Clicker Training Blog

Susquehanna Service Dogs in the News

Susquehanna Service Dogs, based in Pennsylvania, raises and clicker trains service dogs and hearing dogs to assist children and adults with physical disabilities. Another successful placement just made news with the Pocono Record

Reliability or Relationship?

Why do you train? Is it because you need your animal to do certain behaviors, and you want to be able to elicit those behaviors reliably? Or is it because you've found that training helps you build a bond with your pet and is a rewarding journey for both of you? Reliabilty or relationship?

A Spoonful of Sugar

Medicating a sick pet is a source of frustration for many owners. On the Clicker Bunny and Critters mailing list, a list member needed to give oral medication to an unsocialized frightened bunny who had recently joined her family. She was using a syringe to squirt the medicine into her bunny's mouth, but the process was a struggle each time.

Making Dogs More Adoptable with Clicker Training

[Merope Pavlides] said owners can learn how to clicker train their own dogs. "The most important thing and the thing that takes the most practice is timing, so that the click marks precisely as the behavior is wrapping up."

Clicker Training: No More Homeless Pets

Andrea Frick has started a new blog on the Best Friends Network named "Clicker Training: No More Homeless Pets." On it she answers questions related to adoption and training, and for very good reason. As she puts it:

Reinforcing ourselves

On the Positive Weight Control list, a common topic is how to reinforce the good habits they are working on. As one member said, to buy something for himself or to treat himself to something is, in effect, depriving himself of it in order to use it as a reward later. That just isn't very positive! One of the strategies list members have had great success with is to click or "tag" the desired behaviors and make collecting the tags reinforcing in and of themselves.

Toddler tantrums and other "junk" behavior

The phrase "pick your battles" is one most parents are very familiar with. Parents quickly learn that their kids don't act exactly as they want them to all the time. Much of the behavior parents don't like is what's called "junk behavior." It's not harmful; it's just irritating at some level. For example, when a parent asks a child to do something, and the child complies but with a lot of eye rolling and muttering and stomping around, the eye rolling, muttering, and stomping around are junk behaviors. Annoying, but probably not worth "doing battle" over.

Owning and Training Small Dogs

Small dogs also "need gentle, positive obedience training." A trainer as well as an award-winning pet writer, Arden is "a firm believer in clicker training" because, she said, it's easy, and it works.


→ WORK INSTRUCTIONS
Find the word "subscript" in the data, then copy each line where it is found.

Dataset entries on figures:
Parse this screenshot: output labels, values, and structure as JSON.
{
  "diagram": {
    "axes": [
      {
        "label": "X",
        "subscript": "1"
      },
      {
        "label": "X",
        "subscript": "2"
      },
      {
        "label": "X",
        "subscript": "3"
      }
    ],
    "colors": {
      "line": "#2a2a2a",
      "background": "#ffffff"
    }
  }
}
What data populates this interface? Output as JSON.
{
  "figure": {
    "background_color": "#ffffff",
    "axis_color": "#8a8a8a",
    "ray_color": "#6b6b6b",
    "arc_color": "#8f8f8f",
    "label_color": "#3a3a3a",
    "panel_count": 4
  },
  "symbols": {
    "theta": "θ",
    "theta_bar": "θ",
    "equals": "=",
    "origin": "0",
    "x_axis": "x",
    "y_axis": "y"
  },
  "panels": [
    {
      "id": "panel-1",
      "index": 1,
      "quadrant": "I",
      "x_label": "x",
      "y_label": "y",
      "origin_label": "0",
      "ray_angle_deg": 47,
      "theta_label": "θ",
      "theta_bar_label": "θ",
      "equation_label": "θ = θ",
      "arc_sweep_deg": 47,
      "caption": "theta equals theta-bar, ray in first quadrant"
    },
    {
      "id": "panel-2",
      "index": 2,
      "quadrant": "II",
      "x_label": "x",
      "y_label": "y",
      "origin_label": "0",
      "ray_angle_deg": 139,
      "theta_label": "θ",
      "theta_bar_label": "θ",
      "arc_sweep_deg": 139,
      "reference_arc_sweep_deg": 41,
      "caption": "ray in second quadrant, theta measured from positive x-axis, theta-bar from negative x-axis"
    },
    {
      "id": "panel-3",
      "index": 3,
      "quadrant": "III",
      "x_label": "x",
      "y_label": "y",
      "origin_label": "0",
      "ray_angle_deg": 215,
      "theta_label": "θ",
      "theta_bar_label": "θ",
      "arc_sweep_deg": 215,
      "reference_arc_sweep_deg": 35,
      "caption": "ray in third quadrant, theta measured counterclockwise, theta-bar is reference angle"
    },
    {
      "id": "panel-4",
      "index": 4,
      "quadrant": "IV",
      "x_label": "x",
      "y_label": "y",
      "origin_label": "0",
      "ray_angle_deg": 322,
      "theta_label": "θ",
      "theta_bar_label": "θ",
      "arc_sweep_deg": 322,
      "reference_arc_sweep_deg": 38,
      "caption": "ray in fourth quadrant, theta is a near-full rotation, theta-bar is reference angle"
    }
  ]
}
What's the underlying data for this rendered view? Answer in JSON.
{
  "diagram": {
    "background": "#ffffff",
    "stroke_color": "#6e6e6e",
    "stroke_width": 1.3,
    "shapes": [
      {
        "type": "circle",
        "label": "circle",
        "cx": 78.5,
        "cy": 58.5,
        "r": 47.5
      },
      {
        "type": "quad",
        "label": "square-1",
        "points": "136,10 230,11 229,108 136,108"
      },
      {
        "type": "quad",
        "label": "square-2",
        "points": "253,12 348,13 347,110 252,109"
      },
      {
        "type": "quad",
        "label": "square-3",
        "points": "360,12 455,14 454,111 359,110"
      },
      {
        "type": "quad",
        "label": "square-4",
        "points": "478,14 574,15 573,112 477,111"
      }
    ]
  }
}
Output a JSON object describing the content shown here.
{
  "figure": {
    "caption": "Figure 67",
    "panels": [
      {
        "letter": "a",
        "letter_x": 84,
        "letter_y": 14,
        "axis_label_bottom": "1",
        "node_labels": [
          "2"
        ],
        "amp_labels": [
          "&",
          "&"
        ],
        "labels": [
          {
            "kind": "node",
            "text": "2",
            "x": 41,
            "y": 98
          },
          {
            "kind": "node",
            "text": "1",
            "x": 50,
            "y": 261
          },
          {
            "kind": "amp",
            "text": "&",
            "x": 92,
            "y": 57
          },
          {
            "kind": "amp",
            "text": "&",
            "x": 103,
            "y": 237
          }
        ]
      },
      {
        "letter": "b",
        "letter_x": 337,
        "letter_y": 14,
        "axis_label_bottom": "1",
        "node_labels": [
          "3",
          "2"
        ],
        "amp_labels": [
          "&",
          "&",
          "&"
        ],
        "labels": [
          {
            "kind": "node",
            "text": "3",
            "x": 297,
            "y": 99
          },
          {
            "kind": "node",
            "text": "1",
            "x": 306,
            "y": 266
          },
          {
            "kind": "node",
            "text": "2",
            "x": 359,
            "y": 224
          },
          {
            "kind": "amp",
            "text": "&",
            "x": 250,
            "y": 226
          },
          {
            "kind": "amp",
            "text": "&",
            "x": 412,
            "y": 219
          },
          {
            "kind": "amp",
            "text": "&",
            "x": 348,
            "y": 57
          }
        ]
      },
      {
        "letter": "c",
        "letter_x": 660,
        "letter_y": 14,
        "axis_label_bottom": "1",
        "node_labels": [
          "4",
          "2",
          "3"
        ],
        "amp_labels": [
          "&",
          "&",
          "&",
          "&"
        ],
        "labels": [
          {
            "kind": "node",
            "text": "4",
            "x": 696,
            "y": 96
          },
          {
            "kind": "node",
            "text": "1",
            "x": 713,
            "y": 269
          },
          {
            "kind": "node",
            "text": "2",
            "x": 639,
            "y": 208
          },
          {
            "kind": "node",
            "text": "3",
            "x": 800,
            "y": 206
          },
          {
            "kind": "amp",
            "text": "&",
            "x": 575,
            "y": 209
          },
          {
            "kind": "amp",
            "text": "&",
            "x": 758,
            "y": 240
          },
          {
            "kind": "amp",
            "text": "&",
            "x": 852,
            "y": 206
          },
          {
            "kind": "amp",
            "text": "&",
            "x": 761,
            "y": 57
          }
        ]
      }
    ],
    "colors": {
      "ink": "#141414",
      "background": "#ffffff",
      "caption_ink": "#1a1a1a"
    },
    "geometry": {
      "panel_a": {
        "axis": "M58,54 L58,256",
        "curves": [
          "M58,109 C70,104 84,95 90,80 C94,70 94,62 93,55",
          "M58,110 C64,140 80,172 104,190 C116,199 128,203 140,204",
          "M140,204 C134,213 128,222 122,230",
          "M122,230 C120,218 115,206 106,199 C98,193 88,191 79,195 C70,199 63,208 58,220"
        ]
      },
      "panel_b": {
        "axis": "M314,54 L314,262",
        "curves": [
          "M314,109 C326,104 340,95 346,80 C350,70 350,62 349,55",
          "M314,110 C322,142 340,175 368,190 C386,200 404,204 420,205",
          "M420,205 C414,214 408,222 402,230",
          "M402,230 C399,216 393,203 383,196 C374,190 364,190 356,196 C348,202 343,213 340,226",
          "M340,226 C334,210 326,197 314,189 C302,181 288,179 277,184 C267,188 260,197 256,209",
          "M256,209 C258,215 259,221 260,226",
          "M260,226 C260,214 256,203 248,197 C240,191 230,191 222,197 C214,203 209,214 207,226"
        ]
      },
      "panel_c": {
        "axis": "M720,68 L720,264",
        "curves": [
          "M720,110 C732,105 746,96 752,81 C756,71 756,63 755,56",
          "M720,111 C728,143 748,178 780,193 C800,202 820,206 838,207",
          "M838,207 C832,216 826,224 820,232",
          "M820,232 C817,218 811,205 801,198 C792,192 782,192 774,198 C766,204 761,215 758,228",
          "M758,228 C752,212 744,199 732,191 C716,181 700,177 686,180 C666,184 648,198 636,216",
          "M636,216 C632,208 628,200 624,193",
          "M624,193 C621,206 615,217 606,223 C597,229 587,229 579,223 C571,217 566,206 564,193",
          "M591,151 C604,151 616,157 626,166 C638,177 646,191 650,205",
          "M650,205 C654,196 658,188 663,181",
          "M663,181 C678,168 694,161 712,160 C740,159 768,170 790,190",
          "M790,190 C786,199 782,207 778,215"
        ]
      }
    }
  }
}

--

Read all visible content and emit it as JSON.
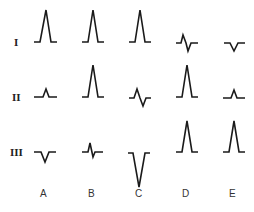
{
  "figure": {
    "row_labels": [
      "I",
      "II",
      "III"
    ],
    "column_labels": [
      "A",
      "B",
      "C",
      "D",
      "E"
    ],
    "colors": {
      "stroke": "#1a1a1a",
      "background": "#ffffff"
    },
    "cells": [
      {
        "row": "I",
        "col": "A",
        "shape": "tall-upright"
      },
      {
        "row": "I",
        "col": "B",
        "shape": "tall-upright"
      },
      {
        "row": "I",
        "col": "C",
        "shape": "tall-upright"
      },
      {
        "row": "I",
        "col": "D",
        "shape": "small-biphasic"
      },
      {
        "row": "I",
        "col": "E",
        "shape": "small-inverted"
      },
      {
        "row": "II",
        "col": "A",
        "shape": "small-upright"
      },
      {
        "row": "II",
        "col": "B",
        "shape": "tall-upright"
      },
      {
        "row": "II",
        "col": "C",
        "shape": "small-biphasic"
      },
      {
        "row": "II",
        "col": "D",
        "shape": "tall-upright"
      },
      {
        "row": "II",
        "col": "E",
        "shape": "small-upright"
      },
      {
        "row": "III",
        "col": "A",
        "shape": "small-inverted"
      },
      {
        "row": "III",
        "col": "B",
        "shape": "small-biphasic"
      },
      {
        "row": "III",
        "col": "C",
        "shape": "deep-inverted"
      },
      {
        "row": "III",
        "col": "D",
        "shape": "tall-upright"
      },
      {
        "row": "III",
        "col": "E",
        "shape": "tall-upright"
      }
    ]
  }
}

==

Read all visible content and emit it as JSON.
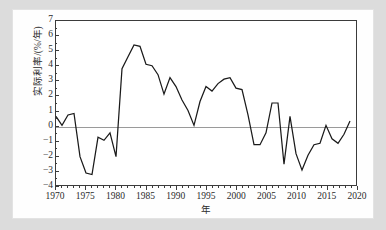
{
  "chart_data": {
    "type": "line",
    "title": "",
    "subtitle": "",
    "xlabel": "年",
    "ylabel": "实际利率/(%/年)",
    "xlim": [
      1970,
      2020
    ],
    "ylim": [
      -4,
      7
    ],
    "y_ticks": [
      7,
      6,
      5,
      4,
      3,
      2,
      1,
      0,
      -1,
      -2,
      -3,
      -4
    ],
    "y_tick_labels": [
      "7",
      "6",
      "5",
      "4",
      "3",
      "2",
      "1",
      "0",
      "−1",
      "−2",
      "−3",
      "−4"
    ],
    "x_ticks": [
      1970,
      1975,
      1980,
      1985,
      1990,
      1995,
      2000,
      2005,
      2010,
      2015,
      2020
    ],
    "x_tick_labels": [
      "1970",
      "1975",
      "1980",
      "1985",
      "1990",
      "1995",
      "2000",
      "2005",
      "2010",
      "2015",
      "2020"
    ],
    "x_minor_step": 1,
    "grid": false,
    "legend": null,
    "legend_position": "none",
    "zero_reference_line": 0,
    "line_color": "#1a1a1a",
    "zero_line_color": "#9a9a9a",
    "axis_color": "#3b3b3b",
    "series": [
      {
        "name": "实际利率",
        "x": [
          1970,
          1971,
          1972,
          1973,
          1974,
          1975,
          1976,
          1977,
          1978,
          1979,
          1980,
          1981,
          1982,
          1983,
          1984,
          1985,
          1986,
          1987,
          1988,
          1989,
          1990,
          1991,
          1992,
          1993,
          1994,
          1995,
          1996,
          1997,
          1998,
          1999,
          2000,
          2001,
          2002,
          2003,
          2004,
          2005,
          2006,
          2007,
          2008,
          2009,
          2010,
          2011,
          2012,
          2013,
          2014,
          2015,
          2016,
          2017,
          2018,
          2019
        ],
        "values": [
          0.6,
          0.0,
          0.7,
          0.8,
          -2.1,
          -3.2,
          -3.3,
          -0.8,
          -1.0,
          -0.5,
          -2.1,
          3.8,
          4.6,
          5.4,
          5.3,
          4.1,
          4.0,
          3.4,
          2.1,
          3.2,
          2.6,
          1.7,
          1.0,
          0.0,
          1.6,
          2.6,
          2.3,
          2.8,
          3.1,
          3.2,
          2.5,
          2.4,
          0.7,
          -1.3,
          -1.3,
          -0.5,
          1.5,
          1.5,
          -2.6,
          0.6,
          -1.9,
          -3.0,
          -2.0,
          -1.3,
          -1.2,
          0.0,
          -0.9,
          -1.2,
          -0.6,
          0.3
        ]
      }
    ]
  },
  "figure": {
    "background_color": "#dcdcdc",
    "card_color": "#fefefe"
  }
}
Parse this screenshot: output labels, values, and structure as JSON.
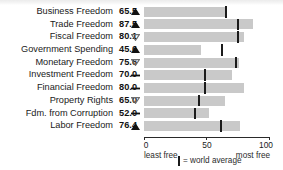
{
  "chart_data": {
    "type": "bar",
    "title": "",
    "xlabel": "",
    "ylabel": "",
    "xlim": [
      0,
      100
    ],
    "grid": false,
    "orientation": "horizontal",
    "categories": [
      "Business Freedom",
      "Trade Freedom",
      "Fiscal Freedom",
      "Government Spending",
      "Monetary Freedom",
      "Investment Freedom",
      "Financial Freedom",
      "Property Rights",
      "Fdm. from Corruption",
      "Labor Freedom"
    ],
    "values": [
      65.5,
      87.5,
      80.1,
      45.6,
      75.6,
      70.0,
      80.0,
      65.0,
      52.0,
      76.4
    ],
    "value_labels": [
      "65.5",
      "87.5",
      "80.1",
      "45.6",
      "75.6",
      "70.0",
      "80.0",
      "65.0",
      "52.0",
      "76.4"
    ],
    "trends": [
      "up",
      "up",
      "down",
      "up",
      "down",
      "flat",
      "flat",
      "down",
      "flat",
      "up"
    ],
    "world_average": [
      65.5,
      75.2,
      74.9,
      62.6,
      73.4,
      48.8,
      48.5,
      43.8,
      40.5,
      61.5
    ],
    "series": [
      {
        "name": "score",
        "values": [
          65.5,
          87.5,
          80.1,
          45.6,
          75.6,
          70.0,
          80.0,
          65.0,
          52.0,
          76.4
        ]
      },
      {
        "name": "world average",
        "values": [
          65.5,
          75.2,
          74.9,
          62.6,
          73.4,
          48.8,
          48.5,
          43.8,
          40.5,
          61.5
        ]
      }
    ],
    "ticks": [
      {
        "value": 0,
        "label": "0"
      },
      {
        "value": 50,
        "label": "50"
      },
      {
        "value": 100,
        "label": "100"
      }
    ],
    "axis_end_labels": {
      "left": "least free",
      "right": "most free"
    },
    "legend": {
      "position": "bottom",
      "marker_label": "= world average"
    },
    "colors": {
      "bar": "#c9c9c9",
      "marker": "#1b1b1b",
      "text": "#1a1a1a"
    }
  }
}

→ RESULT OF THIS EXERCISE
        "subscript": "1"
        "subscript": "2"
        "subscript": "3"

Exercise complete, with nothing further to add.